These sleek acoustic panels were made out of old plastic bottles
Swedish design brand Baux has a seemingly straightforward goal for its products. Instead of combining many raw materials to make its acoustic panels and wall coverings, the company wants to limit itself to as few materials as possible. It’s striving for what cofounder and CEO Fredrik Franzon calls “monomateriality.”
Until now, this has been frustratingly complicated, but a new line of acoustic panels achieves the goal. Using recycled PET plastic to create a kind of sound-absorbing felt, Baux has developed a simple set of standalone acoustic panels that are essentially made of just one thing. Aesthetically, it’s a minimal design that offers companies a way to help divide rooms and reduce noise.
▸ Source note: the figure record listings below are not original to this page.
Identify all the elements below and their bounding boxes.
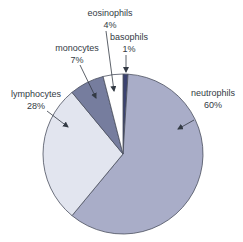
monocytes-value: 7%: [70, 55, 83, 65]
pie-chart: eosinophils 4% basophils 1% monocytes 7%…: [0, 0, 243, 242]
monocytes-label: monocytes: [55, 43, 99, 53]
eosinophils-value: 4%: [103, 20, 116, 30]
pie-slices: [43, 74, 203, 234]
eosinophils-label: eosinophils: [87, 8, 133, 18]
basophils-label: basophils: [110, 32, 149, 42]
neutrophils-label: neutrophils: [191, 88, 236, 98]
neutrophils-value: 60%: [204, 100, 222, 110]
lymphocytes-label: lymphocytes: [11, 89, 62, 99]
basophils-value: 1%: [122, 44, 135, 54]
lymphocytes-value: 28%: [27, 101, 45, 111]
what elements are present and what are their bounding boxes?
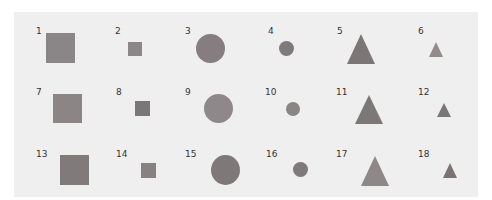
- item-label: 7: [36, 87, 42, 97]
- item-label: 5: [337, 26, 343, 36]
- square-shape-2: [128, 42, 142, 56]
- triangle-shape-6: [429, 42, 443, 57]
- item-label: 9: [185, 87, 191, 97]
- circle-shape-3: [196, 34, 225, 63]
- item-label: 1: [36, 26, 42, 36]
- item-label: 10: [265, 87, 276, 97]
- triangle-shape-12: [437, 103, 451, 117]
- circle-shape-4: [279, 41, 294, 56]
- circle-shape-15: [211, 155, 240, 185]
- item-label: 18: [418, 149, 429, 159]
- item-label: 2: [115, 26, 121, 36]
- item-label: 8: [116, 87, 122, 97]
- item-label: 16: [266, 149, 277, 159]
- square-shape-8: [135, 101, 150, 116]
- item-label: 13: [36, 149, 47, 159]
- square-shape-14: [141, 163, 156, 178]
- triangle-shape-17: [361, 156, 389, 186]
- item-label: 3: [185, 26, 191, 36]
- item-label: 14: [116, 149, 127, 159]
- square-shape-7: [53, 94, 82, 123]
- item-label: 11: [336, 87, 347, 97]
- circle-shape-9: [204, 94, 233, 123]
- circle-shape-10: [286, 102, 300, 116]
- square-shape-13: [60, 155, 89, 185]
- square-shape-1: [46, 33, 75, 63]
- item-label: 12: [418, 87, 429, 97]
- item-label: 4: [268, 26, 274, 36]
- triangle-shape-18: [443, 163, 457, 178]
- item-label: 15: [185, 149, 196, 159]
- triangle-shape-11: [355, 95, 383, 124]
- item-label: 6: [418, 26, 424, 36]
- item-label: 17: [336, 149, 347, 159]
- circle-shape-16: [293, 162, 308, 177]
- triangle-shape-5: [347, 34, 375, 64]
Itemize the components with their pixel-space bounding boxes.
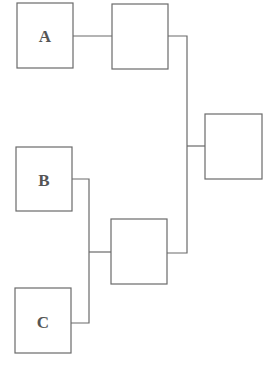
box-a-label: A bbox=[39, 27, 52, 46]
box-b-label: B bbox=[38, 171, 49, 190]
box-c-label: C bbox=[37, 313, 49, 332]
box-bottom-middle bbox=[111, 219, 167, 284]
connector-b-c bbox=[71, 179, 89, 323]
bracket-diagram: A B C bbox=[0, 0, 264, 373]
connector-middles-to-final bbox=[167, 36, 187, 253]
box-final bbox=[205, 114, 262, 179]
box-top-middle bbox=[112, 4, 168, 69]
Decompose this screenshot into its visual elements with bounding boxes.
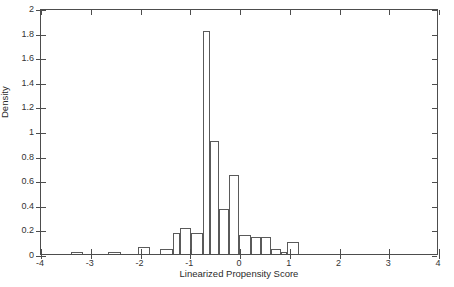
- x-tick-mark-inner: [290, 249, 291, 254]
- x-tick-mark-inner: [141, 249, 142, 254]
- x-tick-label: -4: [36, 258, 44, 268]
- x-tick-mark-inner: [439, 249, 440, 254]
- y-tick-mark-inner: [41, 182, 46, 183]
- x-tick-mark-inner: [190, 249, 191, 254]
- y-tick-label: 1: [4, 127, 34, 137]
- histogram-bar: [210, 141, 218, 254]
- y-tick-mark-right: [432, 59, 437, 60]
- x-tick-mark-top: [41, 10, 42, 15]
- y-tick-mark-right: [432, 256, 437, 257]
- y-tick-label: 1.2: [4, 102, 34, 112]
- histogram-bar: [160, 249, 172, 254]
- y-tick-label: 1.6: [4, 53, 34, 63]
- y-tick-mark-inner: [41, 207, 46, 208]
- y-tick-mark-right: [432, 158, 437, 159]
- histogram-bar: [261, 237, 271, 254]
- x-tick-mark-top: [91, 10, 92, 15]
- x-tick-mark-top: [439, 10, 440, 15]
- x-tick-label: 3: [386, 258, 391, 268]
- x-tick-label: -2: [135, 258, 143, 268]
- y-tick-mark-right: [432, 35, 437, 36]
- x-tick-label: -3: [86, 258, 94, 268]
- x-tick-mark-inner: [389, 249, 390, 254]
- y-tick-mark-inner: [41, 84, 46, 85]
- y-tick-mark-right: [432, 133, 437, 134]
- x-tick-mark-top: [240, 10, 241, 15]
- y-tick-mark-right: [432, 182, 437, 183]
- x-tick-label: 4: [435, 258, 440, 268]
- x-tick-mark-top: [141, 10, 142, 15]
- histogram-figure: Density 00.20.40.60.811.21.41.61.82 -4-3…: [0, 0, 454, 287]
- y-tick-label: 0: [4, 250, 34, 260]
- histogram-bar: [229, 175, 239, 254]
- x-tick-label: 2: [336, 258, 341, 268]
- y-tick-mark-inner: [41, 35, 46, 36]
- histogram-bar: [219, 209, 229, 255]
- y-tick-label: 0.8: [4, 152, 34, 162]
- x-tick-mark-top: [190, 10, 191, 15]
- y-tick-mark-right: [432, 231, 437, 232]
- x-tick-mark-inner: [91, 249, 92, 254]
- x-tick-label: -1: [185, 258, 193, 268]
- y-tick-label: 1.4: [4, 78, 34, 88]
- x-tick-mark-top: [389, 10, 390, 15]
- x-tick-mark-inner: [340, 249, 341, 254]
- y-tick-mark-right: [432, 84, 437, 85]
- x-tick-label: 1: [286, 258, 291, 268]
- x-axis-title: Linearized Propensity Score: [40, 268, 438, 279]
- histogram-bar: [173, 233, 180, 254]
- y-tick-mark-inner: [41, 231, 46, 232]
- y-tick-label: 0.4: [4, 201, 34, 211]
- x-tick-label: 0: [236, 258, 241, 268]
- histogram-bars: [41, 10, 437, 254]
- histogram-bar: [191, 233, 202, 254]
- y-tick-label: 1.8: [4, 29, 34, 39]
- histogram-bar: [271, 249, 281, 254]
- histogram-bar: [108, 252, 120, 254]
- y-tick-mark-right: [432, 207, 437, 208]
- histogram-bar: [203, 31, 210, 254]
- histogram-bar: [251, 237, 261, 254]
- x-tick-mark-inner: [41, 249, 42, 254]
- y-tick-label: 0.2: [4, 225, 34, 235]
- histogram-bar: [71, 252, 83, 254]
- x-tick-mark-top: [340, 10, 341, 15]
- y-tick-label: 2: [4, 4, 34, 14]
- y-tick-mark-inner: [41, 133, 46, 134]
- x-tick-mark-top: [290, 10, 291, 15]
- x-tick-mark-inner: [240, 249, 241, 254]
- y-tick-mark-right: [432, 108, 437, 109]
- y-tick-mark-right: [432, 10, 437, 11]
- y-tick-mark-inner: [41, 59, 46, 60]
- y-tick-label: 0.6: [4, 176, 34, 186]
- plot-area: [40, 9, 438, 255]
- y-tick-mark-inner: [41, 108, 46, 109]
- y-tick-mark-inner: [41, 158, 46, 159]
Environmentally, it’s a single-material product that can be easily recycled at the end of its life.
“This took a little bit of exercise in the manufacturing and some prototyping, and it wasn’t so easy,” says Franzon. “But it was important to us to keep one material and to avoid glue.”
Baux’s recycled plastic acoustic panels, which come in floor stand and desk-mounted models in nine different sizes, absorb and deflect noise while helping give plastic bottles and other PET-based products a second life. Typically, creating this type of product would require at least two materials—the felt or felt-like plastic and the glue to hold it all together. But adding a binding material like glue makes it difficult or even impossible to recycle those materials down the line.
Baux’s solution uses plastic as both the sound absorber and the binder. The new acoustic panels use about two-thirds certified recycled PET. The other third is virgin plastic that’s heated to bind the material into one solid form. To turn this material into a felt-like panel, the recycled plastic is chipped into small flakes, melted down, and spun into fibers. The result is a soft textile that both absorbs and reflects sound.
Franzon says relying on some virgin plastic is less than ideal, but also better than more resource-intensive alternatives that still rely on glues or complex manufacturing. Hemp, for example, is a material Baux hopes to use one day, but the research is still underway to develop an organic binding material. “Sometimes, there are new, exciting materials coming up but what people don’t see is that the logistics and the handling and the cleaning of that material actually emits so much CO2 it’s not worth it,” he says. “Some innovations are great, but they’re only tested in a lab. In order to make change, we need to have some industrial process.”
Though it’s unable to use completely recycled plastic, the molding process Baux has developed for this line of acoustic panels takes advantage of existing supply chains for readily available recycled PET. Franzon says this supply chain has been affected by the pandemic, but the plastic is still accessible, and the resulting panels are being completely recyclable. It’s a benefit of monomateriality that most other products can’t yet offer.
“We need to see the whole chain,” Franzon says. “We need to take care of the circularity of the product.”